Top 6 Live Metal Drummers

http://www.youtube-nocookie.com/v/kBxcZPbP8iQ&hl=en&fs=1&rel=0

My favorite drummers don’t use triggers. Few things kill my buzz like the sight of a drummer futzing with a trigger module. A drummer should come to kill, not to play with MIDI. Here are my six favorite live drum killers. Some have that magic in the studio, too; some don’t. But they all bring the heat in the flesh. They’re the ones who make me leave shows saying, “Man, that drummer made my day.”

- Cosmo Lee

6. Dave Lombardo (Slayer)

For me, Dave Lombardo is the only drummer whose energy comes across in large venues. I have seen large venues render harmless some truly great drummers: Charlie Watts, Neil Peart, Dave Grohl, Vinnie Paul. But even when I’m up in a balcony, Lombardo’s beat-pushing raises the hair on my arms. Slayer albums are too inconsistent to fully showcase his talent. Only when you see him live, playing nothing but hits, do you realize what a force of nature he is.

5. Rich Hoak (Brutal Truth, Total Fucking Destruction)

Rich Hoak is sort of a cross between Buddy Rich and Ventor. His style is organic and almost jazzy, yet he can rain down blastbeats relentlessly. No other metal drummer moves around the kit like he does. His playing looks awkward and taped together, and his anxious facial expressions only reinforce that impression. But just when you think he’s going to lose a stick/lose his way coming back to the snare/fall over on his side, he somehow manages to stick the landing. He’s a nail-biter to watch, in a good way.

4. Darren Verni (Unearthly Trance, Glorior Belli)

Few drummers are as suited to their bands as Darren Verni is to Unearthly Trance. The band depends on manipulation of noise and space, and Verni regulates these with martial rigor. Yet he also works up rumbling tribal grooves and mighty everything-at-once crashes. He’s fun to watch, as he violates Vinnie Colaiuta’s “least motion/most impact” principle, raising his hands high above his head as a prelude to drum beheading. It’s interesting that he and Unearthly Trance bassist Jay Newman joined French black metal band Glorior Belli. Will they wear their trademark baseball caps in that band?

3. Ben Koller (Converge)

Ben Koller’s drumming has probably caused thousands of dollars in hospital bills from the moshpit mayhem it creates. I’ve witnessed this multiple times. He’ll drop a d-beat or a blastbeat, and people will go absolutely berzerk. He (and the next two drummers) have that special something that turns people into teeth-gnashing, blood-spurting, stranger-punching fiends.

2. Aesop Dekker (Ludicra, Agalloch)

Aesop Dekker’s rough-hewn style is immediately recognizable within seconds. It’s muscular and literally low to the ground — no Dream Theater kit excess for him. Few things are as satisfying as when he leads Ludicra into their signature swinging grooves. He’s also another drummer who can incite crowd violence with the flick of a wrist. One blastbeat from him could powderize half the pansies tap-tapping their way through technical death metal.

1. Chris Maggio (Coliseum)

Who is this guy??? I can hardly find any information on him. All I know is that whenever I see him play, everything gets all tunnel vision-y, and I only see metal and wood and sweat for the next hour or so. He’s got lightning in his hands. Nothing super-technical, just energy that bounces and rolls tirelessly. Check out the above video for proof. It’s of his new project with Chris Owens from Lords. Evidently, Maggio recently left Coliseum. His replacement has big shoes to fill.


- _TASK STATEMENT_
If a line in the data below contains "Learn", copy it.

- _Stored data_
::::::

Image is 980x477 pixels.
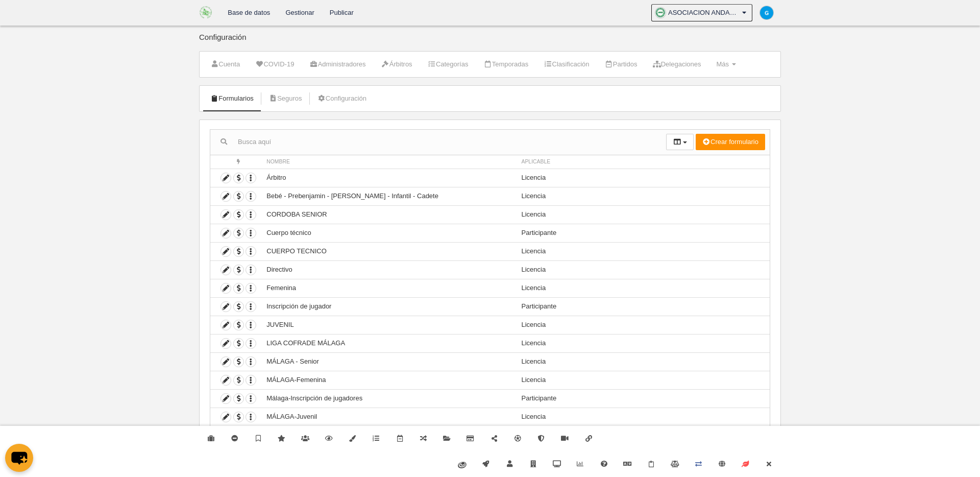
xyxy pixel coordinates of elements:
a: ASOCIACION ANDALUZA DE FUTBOL SALA [651,4,753,21]
a: Temporadas [478,57,534,72]
td: JUVENIL [261,316,516,334]
td: Participante [516,223,771,242]
td: Bebé - Prebenjamin - [PERSON_NAME] - Infantil - Cadete [261,187,516,206]
td: CUERPO TECNICO [261,242,516,261]
td: Femenina [261,279,516,297]
td: MÁLAGA-Femenina [261,371,516,389]
td: CORDOBA SENIOR [261,206,516,223]
td: Licencia [516,371,771,389]
span: Nombre [266,159,290,164]
span: Más [716,60,729,68]
td: Licencia [516,408,771,426]
td: MÁLAGA - Senior [261,353,516,371]
td: Licencia [516,334,771,353]
td: Licencia [516,169,771,187]
button: chat-button [5,444,33,472]
a: COVID-19 [250,57,300,72]
td: Participante [516,389,771,408]
td: MÁLAGA-Juvenil [261,408,516,426]
a: Árbitros [376,57,418,72]
td: Licencia [516,187,771,206]
td: Inscripción de jugador [261,297,516,316]
div: Configuración [199,33,781,51]
td: Participante [516,297,771,316]
a: Partidos [599,57,643,72]
a: Administradores [304,57,371,72]
a: Configuración [312,91,372,106]
td: Licencia [516,316,771,334]
span: Aplicable [522,159,551,164]
td: Málaga-Inscripción de jugadores [261,389,516,408]
td: Licencia [516,279,771,297]
img: ASOCIACION ANDALUZA DE FUTBOL SALA [200,7,213,19]
td: Licencia [516,353,771,371]
img: c2l6ZT0zMHgzMCZmcz05JnRleHQ9RyZiZz0wMzliZTU%3D.png [760,7,774,20]
td: Licencia [516,242,771,261]
td: Árbitro [261,169,516,187]
a: Clasificación [538,57,595,72]
a: Categorías [422,57,474,72]
a: Seguros [263,91,308,106]
a: Cuenta [205,57,245,72]
td: LIGA COFRADE MÁLAGA [261,334,516,353]
img: fiware.svg [458,462,467,469]
a: Formularios [205,91,259,106]
input: Busca aquí [210,134,667,150]
a: Más [710,57,741,72]
button: Crear formulario [696,134,766,150]
td: Cuerpo técnico [261,223,516,242]
td: Directivo [261,261,516,279]
td: Licencia [516,261,771,279]
img: OaOFjlWR71kW.30x30.jpg [655,7,666,18]
td: Licencia [516,206,771,223]
a: Delegaciones [647,57,706,72]
span: ASOCIACION ANDALUZA DE FUTBOL SALA [668,7,740,18]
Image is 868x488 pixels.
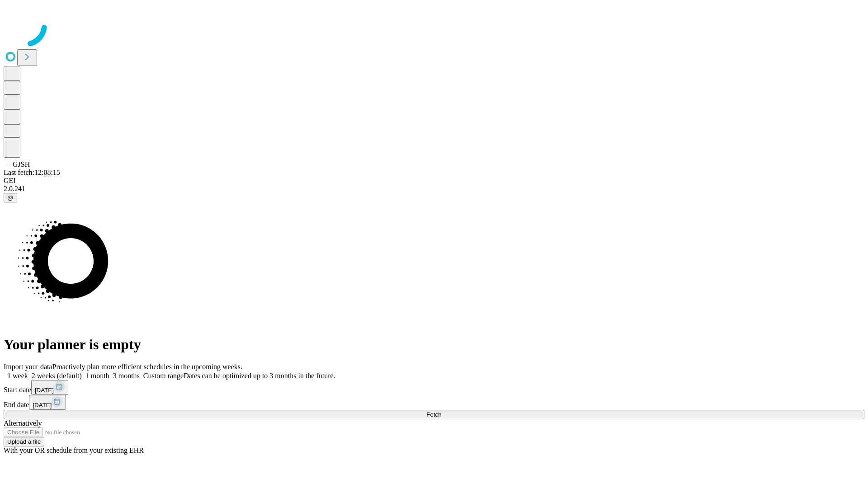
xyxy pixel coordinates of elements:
[4,192,17,202] button: @
[113,372,140,379] span: 3 months
[4,410,864,419] button: Fetch
[32,402,51,408] span: [DATE]
[4,185,864,192] div: 2.0.241
[4,446,144,454] span: With your OR schedule from your existing EHR
[4,395,864,410] div: End date
[35,386,54,394] span: [DATE]
[85,372,110,379] span: 1 month
[29,395,66,410] button: [DATE]
[143,372,184,379] span: Custom range
[184,372,335,379] span: Dates can be optimized up to 3 months in the future.
[426,411,441,418] span: Fetch
[4,380,864,395] div: Start date
[32,380,68,395] button: [DATE]
[4,169,60,176] span: Last fetch: 12:08:15
[32,372,82,379] span: 2 weeks (default)
[4,176,864,185] div: GEI
[7,372,28,379] span: 1 week
[4,419,41,427] span: Alternatively
[4,437,44,446] button: Upload a file
[7,194,14,201] span: @
[52,363,243,370] span: Proactively plan more efficient schedules in the upcoming weeks.
[4,363,52,370] span: Import your data
[13,160,30,168] span: GJSH
[4,336,864,353] h1: Your planner is empty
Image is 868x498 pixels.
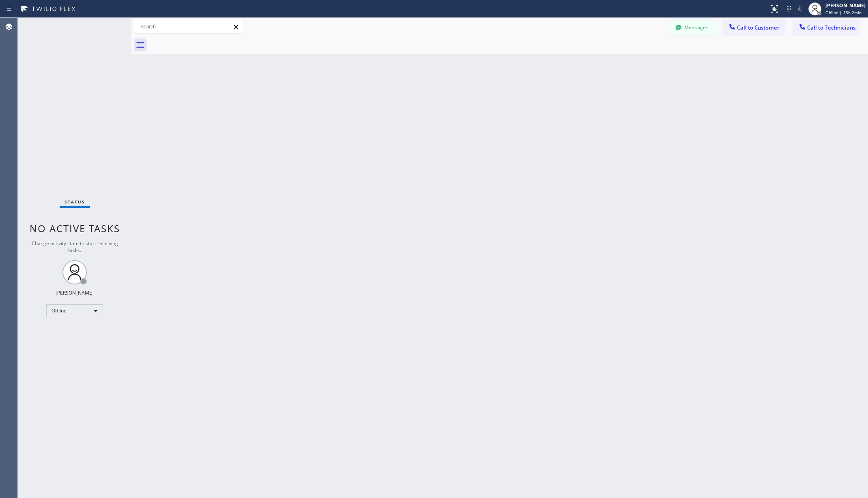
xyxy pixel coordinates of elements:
[55,290,94,296] div: [PERSON_NAME]
[722,20,785,35] button: Call to Customer
[826,2,866,9] div: [PERSON_NAME]
[135,20,243,34] input: Search
[30,222,120,235] span: No active tasks
[46,304,103,318] div: Offline
[737,24,779,31] span: Call to Customer
[807,24,855,31] span: Call to Technicians
[794,3,806,14] button: Mute
[32,240,118,254] span: Change activity state to start receiving tasks.
[826,10,862,15] span: Offline | 15h 2min
[65,199,85,205] span: Status
[793,20,860,35] button: Call to Technicians
[670,20,714,35] button: Messages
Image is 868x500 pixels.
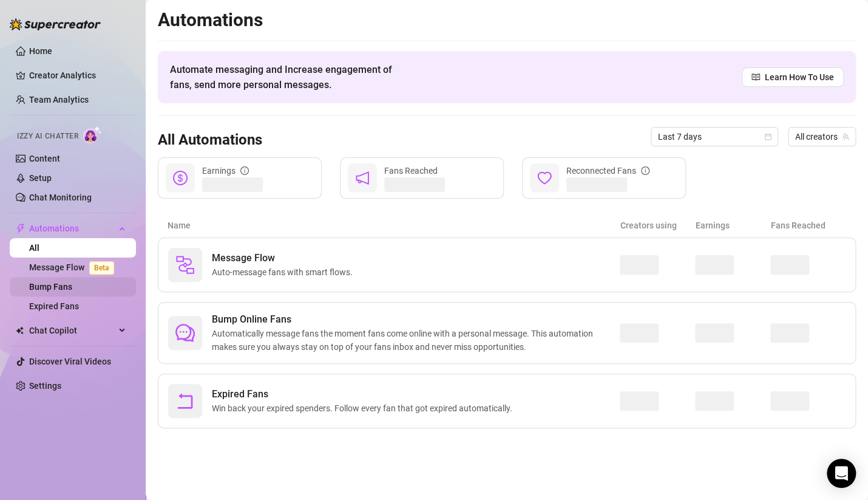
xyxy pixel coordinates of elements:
span: Auto-message fans with smart flows. [212,265,358,279]
img: AI Chatter [83,126,102,143]
article: Name [168,218,620,232]
span: info-circle [641,166,650,175]
div: Earnings [202,164,249,178]
img: svg%3e [175,255,195,275]
span: Last 7 days [658,128,771,146]
span: info-circle [241,166,249,175]
a: Bump Fans [29,282,72,291]
a: Home [29,46,52,56]
span: Learn How To Use [765,71,834,84]
a: Settings [29,381,62,391]
span: Automate messaging and Increase engagement of fans, send more personal messages. [170,62,404,92]
span: read [751,73,760,82]
article: Earnings [696,218,771,232]
article: Creators using [620,218,695,232]
a: Message FlowBeta [29,262,119,272]
span: All creators [795,128,849,146]
a: Team Analytics [29,95,88,105]
h3: All Automations [158,131,262,150]
img: logo-BBDzfeDw.svg [10,19,101,30]
span: notification [355,171,370,185]
a: Chat Monitoring [29,192,91,202]
span: Message Flow [212,251,358,265]
div: Open Intercom Messenger [827,458,856,488]
span: Izzy AI Chatter [17,131,78,142]
span: rollback [175,392,195,411]
a: Expired Fans [29,302,79,311]
span: Bump Online Fans [212,312,620,327]
span: heart [538,171,552,185]
img: Chat Copilot [16,326,24,335]
span: Win back your expired spenders. Follow every fan that got expired automatically. [212,401,518,415]
a: All [29,243,39,253]
span: team [842,133,849,140]
div: Reconnected Fans [567,164,650,178]
span: thunderbolt [16,224,25,233]
a: Discover Viral Videos [29,357,111,366]
a: Learn How To Use [742,68,844,87]
span: Beta [89,262,114,275]
span: Automatically message fans the moment fans come online with a personal message. This automation m... [212,327,620,354]
a: Content [29,154,60,163]
article: Fans Reached [771,218,846,232]
a: Creator Analytics [29,65,126,85]
span: calendar [764,133,771,140]
h2: Automations [158,8,856,32]
span: comment [175,323,195,342]
span: Automations [29,218,115,238]
span: Fans Reached [385,166,438,175]
span: Chat Copilot [29,321,115,340]
span: dollar [173,171,188,185]
span: Expired Fans [212,387,518,401]
a: Setup [29,173,52,183]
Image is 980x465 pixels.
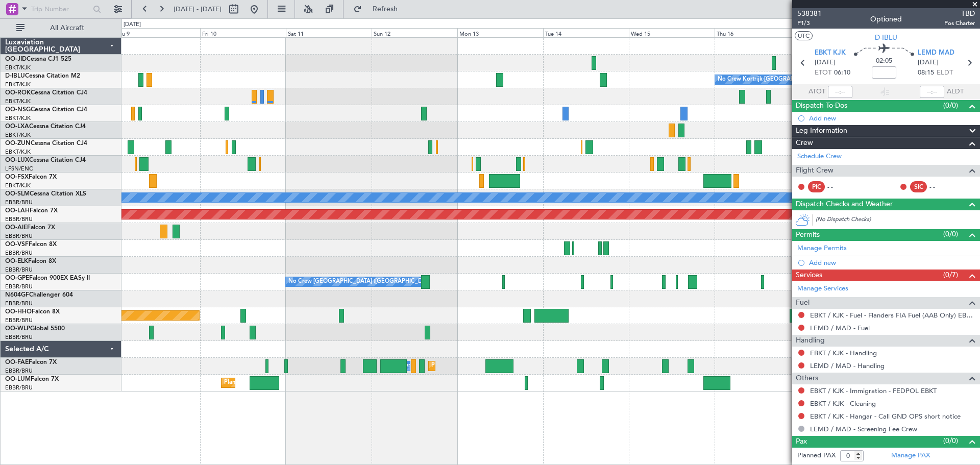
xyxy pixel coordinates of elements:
a: OO-LXACessna Citation CJ4 [5,123,86,130]
div: Planned Maint Melsbroek Air Base [431,358,521,373]
a: EBKT/KJK [5,148,31,156]
a: EBKT/KJK [5,64,31,71]
span: (0/0) [943,100,958,110]
a: Manage Services [797,284,848,294]
a: OO-FSXFalcon 7X [5,174,56,180]
a: OO-WLPGlobal 5500 [5,325,65,331]
a: EBKT / KJK - Cleaning [810,399,876,408]
div: Add new [809,258,975,267]
a: OO-GPEFalcon 900EX EASy II [5,275,90,281]
span: Permits [796,229,820,241]
span: D-IBLU [5,73,25,79]
span: OO-WLP [5,325,30,331]
div: [DATE] [123,20,141,29]
div: Thu 9 [113,28,200,38]
a: N604GFChallenger 604 [5,292,73,298]
span: Services [796,270,822,281]
a: EBKT / KJK - Handling [810,349,877,357]
span: OO-LXA [5,123,29,130]
a: EBKT/KJK [5,131,31,139]
a: OO-ELKFalcon 8X [5,258,56,264]
button: Refresh [349,1,410,17]
div: Mon 13 [458,28,543,38]
span: ALDT [947,86,963,97]
span: [DATE] [918,58,939,68]
span: Leg Information [796,125,848,137]
span: OO-ROK [5,90,31,96]
span: Crew [796,137,813,149]
a: EBBR/BRU [5,300,32,307]
a: OO-ROKCessna Citation CJ4 [5,90,87,96]
span: EBKT KJK [815,48,845,58]
div: Optioned [870,14,902,25]
span: OO-HHO [5,309,32,315]
span: Fuel [796,297,809,309]
span: OO-NSG [5,107,31,113]
a: OO-ZUNCessna Citation CJ4 [5,140,87,146]
a: EBBR/BRU [5,232,32,240]
span: ELDT [936,68,953,78]
a: OO-SLMCessna Citation XLS [5,191,86,197]
span: OO-JID [5,56,26,62]
a: EBBR/BRU [5,367,32,375]
a: EBBR/BRU [5,384,32,391]
a: OO-FAEFalcon 7X [5,359,56,365]
span: Refresh [364,5,407,13]
a: EBKT / KJK - Fuel - Flanders FIA Fuel (AAB Only) EBKT / KJK [810,311,975,319]
span: Flight Crew [796,165,833,177]
a: OO-HHOFalcon 8X [5,309,59,315]
span: All Aircraft [26,25,107,32]
span: 02:05 [876,56,892,66]
div: PIC [808,181,825,192]
span: 08:15 [918,68,934,78]
div: (No Dispatch Checks) [815,216,980,226]
a: EBKT/KJK [5,80,31,89]
span: Dispatch Checks and Weather [796,198,893,210]
span: Handling [796,335,825,346]
span: Others [796,373,818,384]
a: EBBR/BRU [5,198,32,206]
span: Pax [796,436,807,448]
label: Planned PAX [797,451,836,460]
span: [DATE] - [DATE] [174,5,222,14]
div: Sat 11 [286,28,371,38]
div: - - [827,182,851,192]
span: [DATE] [815,58,836,68]
span: Dispatch To-Dos [796,100,848,112]
a: Manage Permits [797,243,847,254]
span: Pos Charter [945,19,975,28]
span: N604GF [5,292,29,298]
a: EBKT/KJK [5,98,31,105]
span: ATOT [809,86,825,97]
span: OO-SLM [5,191,29,197]
a: OO-NSGCessna Citation CJ4 [5,107,87,113]
button: All Aircraft [11,20,110,36]
a: EBBR/BRU [5,282,32,290]
span: 538381 [797,8,822,19]
span: OO-ZUN [5,140,31,146]
a: EBKT/KJK [5,114,31,122]
div: SIC [910,181,927,192]
a: EBBR/BRU [5,216,32,223]
a: EBKT/KJK [5,182,31,189]
span: OO-LUM [5,376,31,382]
span: (0/0) [943,228,958,240]
div: Wed 15 [629,28,715,38]
div: - - [930,182,952,192]
a: D-IBLUCessna Citation M2 [5,73,80,79]
a: LEMD / MAD - Screening Fee Crew [810,424,918,433]
a: Schedule Crew [797,152,842,162]
span: TBD [945,8,975,19]
span: ETOT [815,68,831,78]
a: OO-VSFFalcon 8X [5,241,56,247]
span: LEMD MAD [918,48,954,58]
a: OO-LAHFalcon 7X [5,207,58,214]
div: Tue 14 [543,28,629,38]
span: OO-VSF [5,241,29,247]
div: No Crew [GEOGRAPHIC_DATA] ([GEOGRAPHIC_DATA] National) [289,274,459,289]
a: EBBR/BRU [5,266,32,273]
span: OO-LAH [5,207,29,214]
span: OO-FSX [5,174,29,180]
a: OO-LUXCessna Citation CJ4 [5,157,86,163]
a: LEMD / MAD - Handling [810,361,885,370]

::::::

- _ANSWER TO THIS PROBLEM_
span: Learn How To Use [765,71,834,84]
a: Learn How To Use [742,68,844,87]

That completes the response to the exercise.